Community Commentary: O.C. Fair anticipates a ‘year of change’
Is 2012 a year of change?
With the year only 17 days old, I have either been part of or listened to conversations about 2012 being the year of change. Is there some sort of external reality to this perspective, or is it a top-of-mind topic of those ready to instigate and embrace change?
Either way, it seems “change is in the air.”
In 2012, the Orange County Fair, for all its past, tradition and history, will be no stranger to change. Be it 2002, 2012 or 2022, the success of the O.C. Fair will always rest on its ability to change with the times and with our community and its evolving interests.
In its now 122-year history in 2012, the O.C. Fair is better described as a relay race rather than a marathon. It is not a long-distance run, but a series of shorter, communal bursts of baton carrying and passing ... it is what makes the O.C. Fair so special, its generational nature.
My grandmother started working at the fair in 1952 and invited me to work the summer of 1975, at age 12, and in a sense, passed on the fair tradition to me within our family. She retired in 1982, and I took over the mantle of our family’s fair representative, which means between she and I, our family has been involved in the fair for 60 years in 2012. A nice (relay) run.
I have encountered countless people whose family has been involved for generations as well. Employees, exhibitors and fairgoers as mothers, fathers, children, grandchildren and great-grandchildren alike have handed down the tradition of their participation and/or patronage of the fair. So many stories exist in our community of fair involvement through the years.
So the new year is here. What new stories will be created in 2012? What new traditions, new experiences and new introductions will the O.C. Fair serve as the backdrop for? That is the single most exciting aspect of the O.C. Fair, its capacity, accommodation and even encouragement for evolutionary change in service of the new.
Is 2012 the year of change for the O.C. Fair? Absolutely, and every year after that as well, if the O.C. Fair stays true to form. And true to form is change as the only true constant in life.
While ’11 was heaven true, in ’12 we delve anew.
STEVEN BEAZLEY is president and chief executive of the Orange County Fairgrounds.
Editor’s note: The above article originally appeared in the Winter 2012 issue of @The Fair, OCFEC’s quarterly e-newsletter.
All the latest on Orange County from Orange County.
Get our free TimesOC newsletter.
You may occasionally receive promotional content from the Daily Pilot.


--- ABOUT THIS EXERCISE ---
Search the records for the string "subtext" and copy every line where it turns up.

--- Records from a collection of figures ---
= = = =
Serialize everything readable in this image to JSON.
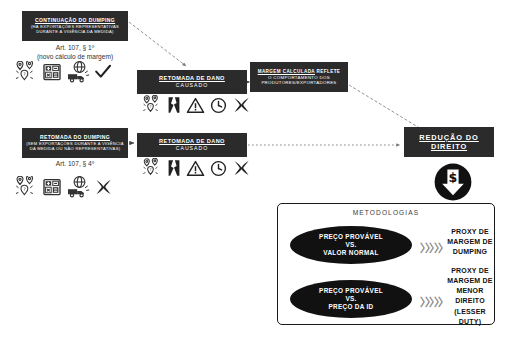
{
  "diagram": {
    "title_absent": "",
    "boxes": {
      "continuacao_dumping": {
        "heading": "CONTINUAÇÃO DO DUMPING",
        "subtext": "(HÁ EXPORTAÇÕES REPRESENTATIVAS DURANTE A VIGÊNCIA DA MEDIDA)"
      },
      "retomada_dumping": {
        "heading": "RETOMADA DO DUMPING",
        "subtext": "(SEM EXPORTAÇÕES DURANTE A VIGÊNCIA DA MEDIDA OU NÃO REPRESENTATIVAS)"
      },
      "dano_top": {
        "heading": "RETOMADA DE DANO",
        "subtext": "CAUSADO"
      },
      "dano_bottom": {
        "heading": "RETOMADA DE DANO",
        "subtext": "CAUSADO"
      },
      "margem_calculada": {
        "heading": "MARGEM CALCULADA",
        "heading_rest": " REFLETE",
        "subtext": "O COMPORTAMENTO DOS PRODUTORES/EXPORTADORES"
      },
      "reducao_direito": {
        "heading": "REDUÇÃO DO DIREITO"
      }
    },
    "captions": {
      "art_107_p1": "Art. 107, § 1º\n(novo cálculo de margem)",
      "art_107_p4": "Art. 107, § 4º"
    },
    "icon_rows": {
      "row_continuacao": [
        "map-pins-icon",
        "calculator-icon",
        "global-shipping-icon",
        "check-mark-icon"
      ],
      "row_dano_top": [
        "map-pins-icon",
        "broken-chart-icon",
        "warning-triangle-icon",
        "clock-icon",
        "x-mark-icon"
      ],
      "row_retomada": [
        "map-pins-icon",
        "calculator-icon",
        "global-shipping-icon",
        "x-mark-icon"
      ],
      "row_dano_bottom": [
        "map-pins-icon",
        "broken-chart-icon",
        "warning-triangle-icon",
        "clock-icon",
        "x-mark-icon"
      ]
    },
    "badge": {
      "name": "dollar-down-arrow-icon",
      "symbol": "$"
    },
    "methodologies": {
      "panel_title": "METODOLOGIAS",
      "rows": [
        {
          "ellipse": "PREÇO PROVÁVEL\nVS.\nVALOR NORMAL",
          "arrow": "〉〉〉〉〉",
          "result": "PROXY DE MARGEM DE DUMPING"
        },
        {
          "ellipse": "PREÇO PROVÁVEL\nVS.\nPREÇO DA ID",
          "arrow": "〉〉〉〉〉",
          "result": "PROXY DE MARGEM DE MENOR DIREITO (LESSER DUTY)"
        }
      ]
    },
    "colors": {
      "box_fill": "#2b2b2b",
      "ellipse_fill": "#111111",
      "panel_border": "#1a1a1a",
      "connector": "#555555",
      "background": "#ffffff"
    }
  }
}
= = = =
--- SOLUTION BELOW ---
        "subtext": "(HÁ EXPORTAÇÕES REPRESENTATIVAS DURANTE A VIGÊNCIA DA MEDIDA)"
        "subtext": "(SEM EXPORTAÇÕES DURANTE A VIGÊNCIA DA MEDIDA OU NÃO REPRESENTATIVAS)"
        "subtext": "CAUSADO"
        "subtext": "CAUSADO"
        "subtext": "O COMPORTAMENTO DOS PRODUTORES/EXPORTADORES"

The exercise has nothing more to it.